Comix-and-match

Brief li’l comics roundup:

Bill Sherman reviews Trouble, the teen-romance series written by Mark Millar as an attempt to break into the teen-girl manga/Sweet Valley High market. I myself will just say that a story in which Millar can’t throw around words like “adamantium” and “black ops” and “I’d suit up and take out those terrorists myself, but I’ve got a date with Shannon Elizabeth” reveals a certain weakness in the dialogue department, and that a comic that ends with a line that’s basically a thirty-year-old in-joke is an unlikely candidate for jumpstarting a new audience. But it was a good idea to try, and the art by Mr. & Mrs. Terry Dodson is suitably sexy.

Jess Lemon at the Pulse reviews Alias, Brian Bendis’s bleak and evocative mature-readers ex-superheroine private-detective series. It’s somewhat controversial whether “Jess” is actually the complete comics newbie that “she” claims to be, but regardless, the review neatly summarizes how to make a comic new-reader-friendly. Bendis (with the help of the incredible artist Michael Gaydos) knows how it’s done.

NeilAlien ought to be pleased that Vikings, the upcoming grand-guignol Thor tale by Garth Ennis and Glenn Fabry, will apparently guest-star Dr. Strange. They may not be the hoary hosts of Hoggoth, but they come from the land of the ice and snow…

Also at the Pulse, there’s a nice little article about Battle Royale, the genuinely fucked-up manga about a dystopian future Japan in which classes of 9th graders are forced to kill each other gladiator-style in a Running Man-esque TV program. This is the first manga I’ve really ever read, and I’m enjoying it, even more so because it was printed right-to-left which makes it this weird head-trip to read.

Finally, yesterday Dirk Deppey gave his most well-reasoned argument yet against superhero comics and movies.
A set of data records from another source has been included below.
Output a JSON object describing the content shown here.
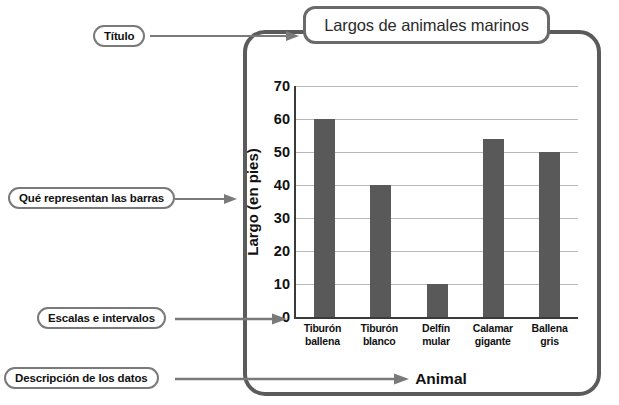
{
  "chart_data": {
    "type": "bar",
    "title": "Largos de animales marinos",
    "xlabel": "Animal",
    "ylabel": "Largo (en pies)",
    "categories": [
      "Tiburón ballena",
      "Tiburón blanco",
      "Delfín mular",
      "Calamar gigante",
      "Ballena gris"
    ],
    "category_lines": [
      [
        "Tiburón",
        "ballena"
      ],
      [
        "Tiburón",
        "blanco"
      ],
      [
        "Delfín",
        "mular"
      ],
      [
        "Calamar",
        "gigante"
      ],
      [
        "Ballena",
        "gris"
      ]
    ],
    "values": [
      60,
      40,
      10,
      54,
      50
    ],
    "ylim": [
      0,
      70
    ],
    "ytick_step": 10,
    "yticks": [
      0,
      10,
      20,
      30,
      40,
      50,
      60,
      70
    ],
    "grid": true,
    "legend": "none",
    "bar_color": "#595959",
    "gridline_color": "#b8b8b8",
    "axis_color": "#3a3a3a"
  },
  "annotations": {
    "title_callout": "Título",
    "bars_callout": "Qué representan las barras",
    "scales_callout": "Escalas e intervalos",
    "data_callout": "Descripción de los datos"
  },
  "colors": {
    "frame": "#5b5b5b",
    "callout_border": "#7a7a7a",
    "leader": "#7a7a7a",
    "text": "#111111"
  }
}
Conceding that the genre is capable of greatness, he simply argues that this means there’s all the more reason to call superhero crap “crap.” He’s right, of course, even if he’s being way too hard on the really cool X2 movie. It’s also important to remember that the superhero crap chokes out EVERYTHING good, superhero and non-superhero alike. I think we all realize we’re at the point where when you try to tell your in-laws, for example, about a comic like Blankets, for example, the first thing out of their mouths is, “Wait, it’s a comic, but not about superheroes?” People are hardly aware such comics even exist. That ain’t good for anyone.